NBCUniversal is planning a company-wide media and marketing blitz on September 10 to support to the start of the 2020 National Football League season, happening that night on NBC Sports with the network’s coverage of the defending Super Bowl champions Kansas City Chiefs against the Houston Texans.
The primetime coverage of the game on NBC Sports will be preceded throughout the day by NFL commissioner Roger Goodell and Seattle Seahawks coach Pete Carroll appearing on NBC’s Today show, NBC Sports play-by-play announcer appearing midday on CNBC, a series of custom integrations of NFL Kickoff 2020 on Telemundo, and other promotional support from NBC Entertainment, NBC regional sports networks, the Peacock streaming service, and NBCUniversal’s social media platforms.
Today will also feature a virtual plaza with Chiefs and Texans fans, and NBC News’ Sam Brock reporting on-site from Kansas City. The game’s pregame show also has been expanded by a half-hour and will begin at 7 p.m. ET.
The promotional push is designed in part to generate a strong start for NFL ratings that are already the highest of among all US television programming, regardless of content genre.
The Chiefs-Texans game, however, will face an unprecedented level of competition from other major US sports compared to other NFL openers in prior years. That is, of course, due to an unprecedented compression of game schedules across the industry due to suspensions earlier this year amid the Covid-19 pandemic.
Other primetime sports events planned for September 10 in the US include a National Basketball Association playoff game involving LeBron James and the Los Angeles Lakers, a National Hockey League playoff game with the Vegas Golden Knights and Dallas Stars, and a heavy slate of Major League Baseball games, many with playoff implications as that league approaches the final two weeks of its regular season.
“We’re looking at a sports calendar that no one has ever seen,” said Fred Gaudelli, Sunday Night Football executive producer for NBC Sports. “We’re going to see the Stanley Cup championship be awarded, the [National Basketball Association be awarded]…the US Open, the Masters, all these signature events that we all love to watch, and they’re all coming down at the same time.
“Will it be a factor? I don’t know how it couldn’t be a factor. But the NFL is the ratings kind, and there’s not even a close challenger. We feel really good about that, but I think there has to be some kind of impact,” Gaudelli said.
The Chiefs, meanwhile, are one of the few NFL teams that will allow limited attendance for home games, with local officials approving a planned to have roughly 16,000 fans, representing about 22 per cent of normal Arrowhead Stadium capacity, in the venue.
The team, however, will ban Native American headdresses or culturally appropriating face paint as the entire US sports industry continues to go through a large-scale reckoning on names, logos, and related imagery now widely seen as racist.
Ticket sales for the Chiefs-Texans game, however, remain notably soft, likely due to concerns around Covid-19, the likely much more sedate fan environment with reduced attendance, and expected rainy weather in Kansas City for the game. As of the morning of September 10, there were still numerous primary market seats available through official NFL ticketing partner Ticketmaster, and resale markets similarly showed plenty of available ticket inventory at or near face value prices.
As the Chiefs operate in a pod-based seating plan for its reduced attendance, seats in groups of two were in relatively greater demand compared to groups of four, five, or six.
“There is not pent-up demand for 25 per cent full events where the experience will not be what fans are accustomed to,” tweeted Patrick Ryan, co-founder of prominent ticket distribution company Eventellect. “Not saying these games are worthless, but expectations need to be managed. There is pent-up demand for the energy of a full stadium. There is pent-up demand for normalcy.”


TRY IT: Looking at the listing below, retype exactly the lines starting at the one containing "Describe the element" and ending at the one containing "The height and", both included, and nothing else.

PROVIDED MATERIAL:
☆ ☆ ☆

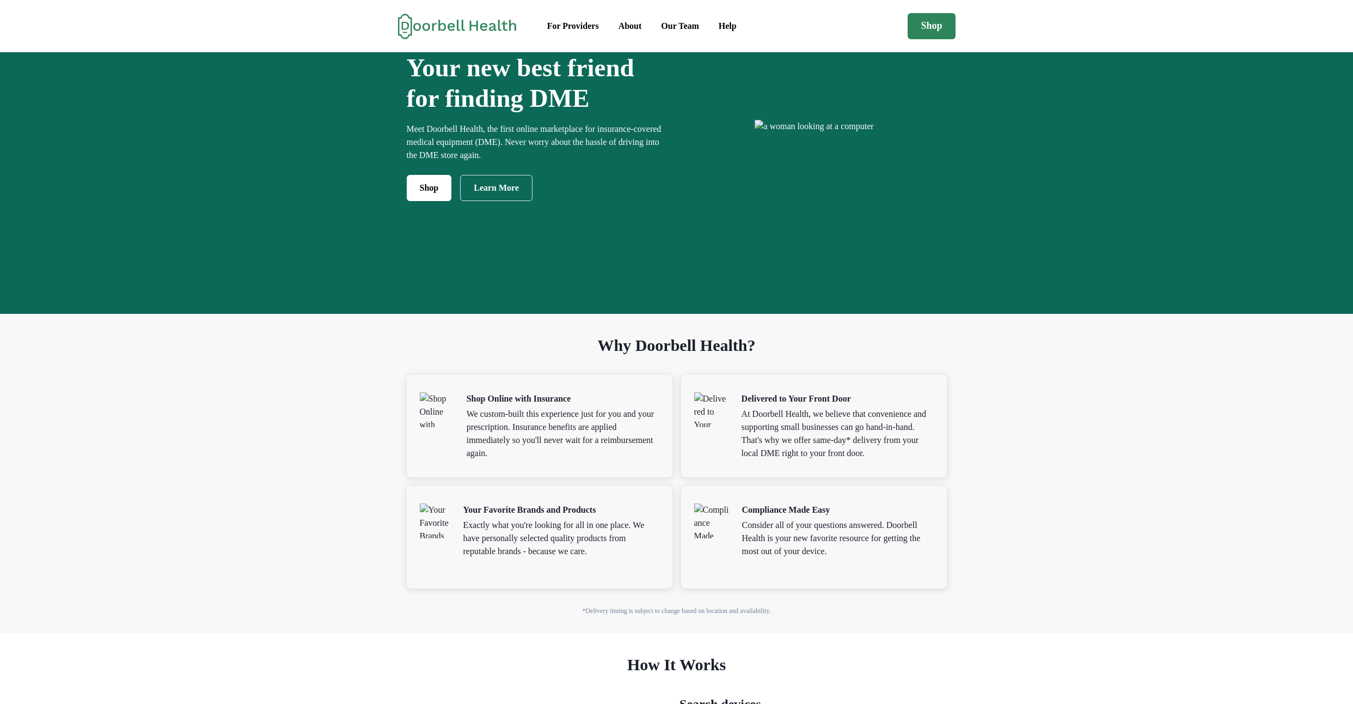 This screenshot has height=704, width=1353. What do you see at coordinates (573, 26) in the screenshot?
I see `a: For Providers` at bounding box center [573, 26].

☆ ☆ ☆

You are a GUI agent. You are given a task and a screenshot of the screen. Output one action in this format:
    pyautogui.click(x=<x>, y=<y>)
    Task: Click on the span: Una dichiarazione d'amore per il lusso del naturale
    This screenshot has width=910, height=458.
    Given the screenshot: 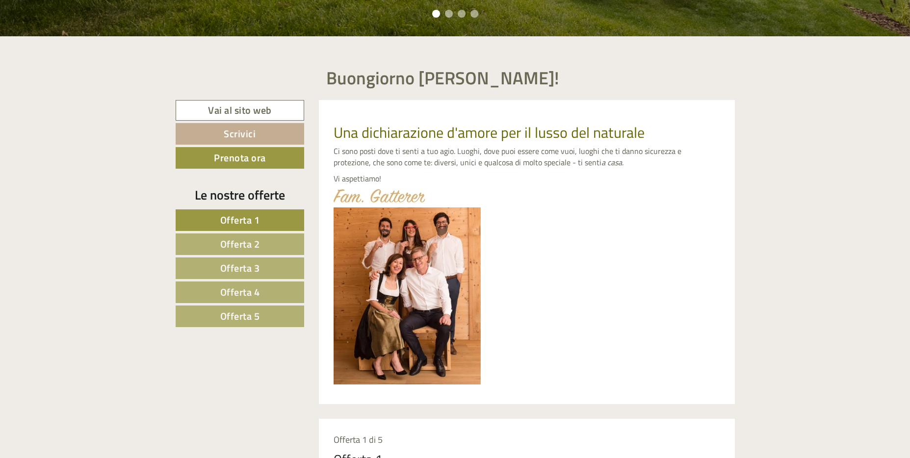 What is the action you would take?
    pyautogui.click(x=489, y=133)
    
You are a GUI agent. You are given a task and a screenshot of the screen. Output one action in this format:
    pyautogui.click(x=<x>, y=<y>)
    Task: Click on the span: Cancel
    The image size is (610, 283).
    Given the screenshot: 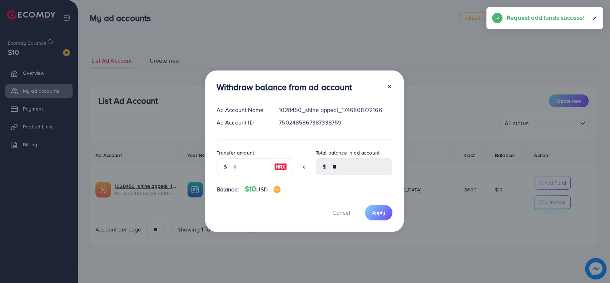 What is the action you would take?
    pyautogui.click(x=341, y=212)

☆ ☆ ☆

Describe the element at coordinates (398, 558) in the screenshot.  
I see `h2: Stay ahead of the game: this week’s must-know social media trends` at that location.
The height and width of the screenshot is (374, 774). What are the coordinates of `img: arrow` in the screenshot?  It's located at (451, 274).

☆ ☆ ☆

ANSWER TO THE PROBLEM:
Describe the element at coordinates (398, 558) in the screenshot.  
I see `h2: Stay ahead of the game: this week’s must-know social media trends` at that location.
The height and width of the screenshot is (374, 774). What are the coordinates of `img: arrow` in the screenshot?  It's located at (451, 274).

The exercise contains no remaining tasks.